The unusual astronomical system—the
only known double pulsar—enabled the team
to put general relativity to seven tests, includ-
ing the most precise measurements yet of
how ripples in spacetime called gravitational
waves carry energy away from the stars, re-
ducing their masses and causing their orbits
to shrink. The system also displayed other ef-
fects that had never been measured before,
including how photons from one of the stars
slow down and bend as they pass through the
intense gravitational field of the other.
“This is a really impressive suite of tests for
general relativity—which of course passes,”
says Scott Ransom of the U.S. National Ra-
dio Astronomy Observatory, who was not in-
volved in the study.

When the stellar duo was discovered in
2003, “We didn’t realize what sort of a gem
it was,” says Michael Kramer of the Max
Planck Institute for Radio Astronomy, who
led the study.
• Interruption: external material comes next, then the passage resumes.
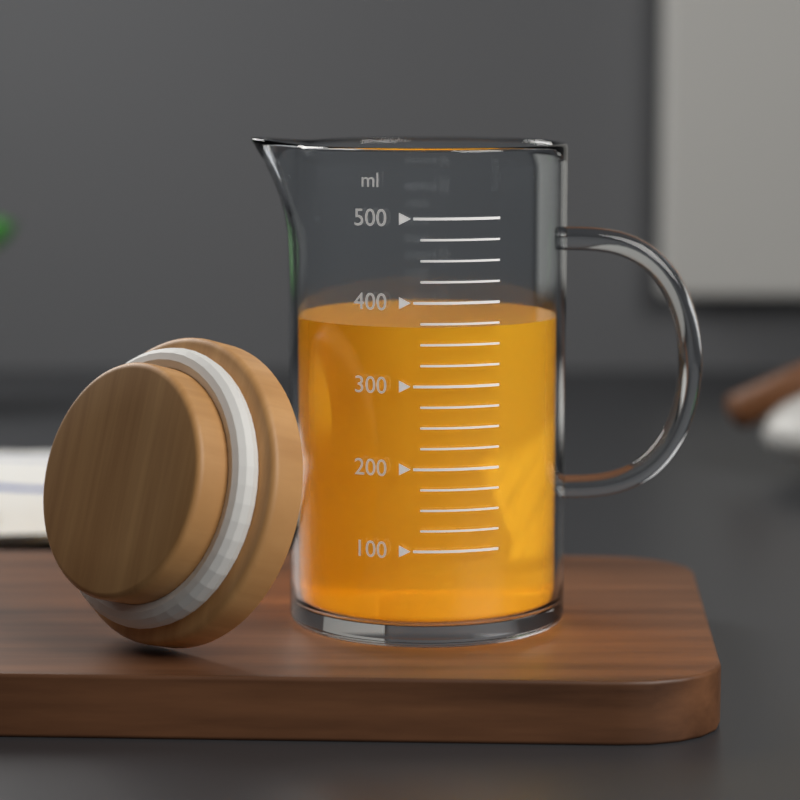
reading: 370 ml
The stars, collapsed stellar
remnants made of tightly packed neutrons,
have masses greater than the Sun squeezed
into balls the size of a city, generating in-
tense gravitational fields. Their frenetic
spins turn them into pulsars, emitting
radio beams that sweep past Earth like a
lighthouse—one of them every 2.8 seconds,
the other every 23 milliseconds. Together,
they act as two giant clocks whirling in
each other’s intense gravity. By looking
for tiny variations in the pulses’ timing,
which reveal how gravity affects their or-
bits and the propagation of the photons
themselves, researchers can put relativity
to extreme tests.
To measure the pulses, Kramer and his
colleagues used six large radio telescopes
around the globe plus the Very Long Base-
line Array, a set of 10 dishes spanning the
United States. The fact that the team just
kept on observing the pulsars month after
month, for years, without publishing any
results became a running joke among col-
leagues. It’s been “a long time coming!”
says Cherry Ng of the University of To-
ronto’s Dunlap Institute for Astronomy &
Astrophysics, who commends the team for

its mammoth effort. “Combining data from
multiple telescopes is not an easy task.”
When the 56-page paper landed last week
in Physical Review X, researchers felt it was
worth the wait. “It’s an incredible paper
and is incredibly thorough,” Ransom says.
In total, the team says, general relativity
agrees with the observations to a level of at
least 99.99%.
The measurements were so precise that
some couldn’t be explained by general rela-
tivity’s simpler predictions: for example, how
gravity slows time, shifts light toward longer
wavelengths, and ratchets the axis of ellipti-
cal orbits forward slightly on each revolution,
an effect called precession. Theorists had to
factor in other, more esoteric predictions of
Einstein’s theory, such as the way a dense,
spinning mass twists the spacetime around
it, and the way extreme gravity can distort
the shape of an orbit. The latter is “a subtle,
subtle effect that’s never been measured be-
fore,” says Ransom, who was impressed by
just how many of these “higher order” effects
they had to invoke.
Although confirming general relativity is
satisfying, researchers want to find a chink
in its armor one day. General relativity can-
not be a complete description of how the uni-
verse works because, as far as anyone knows,
it cannot be reconciled with that other pillar
of modern physics, quantum mechanics. An
unexplained gravitational aberration might
hint at a path to a more complete theory. But
the double pulsar results only make it harder
to conjure up “other theories consistent
with the data,” says team member Thibault
Damour of the Institute for Advanced Scien-
tific Studies near Paris.
In addition to a testbed for relativity, the
double pulsar may offer a window into the
interiors of pulsars. To understand the behav-
ior of the densely packed neutrons, research-
ers need to know a pulsar’s density. Its mass
can be determined easily from its orbit, but
size—the other factor in density—is harder to
gauge. A subtle coupling between the spin of
each pulsar and its orbit, predicted by general
relativity, could provide a way to calculate its
radius—if the coupling could be measured
accurately enough. Ransom, who calls pulsar
size “a holy grail,” says he had hoped the dou-
ble pulsar researchers might be able to pin
it down, but they were only able to set size
limits. “It proved much trickier to pick out.”
More patience will be needed. Ransom
points out that in pulsar studies, the longer
you observe, the better accuracy you achieve.
In 10 or 20 more years, he says, the team may
be able to bear down even further. “It gets
much better with time.” j

The only known double pulsar system beams out
radio waves that sweep past Earth metronomically.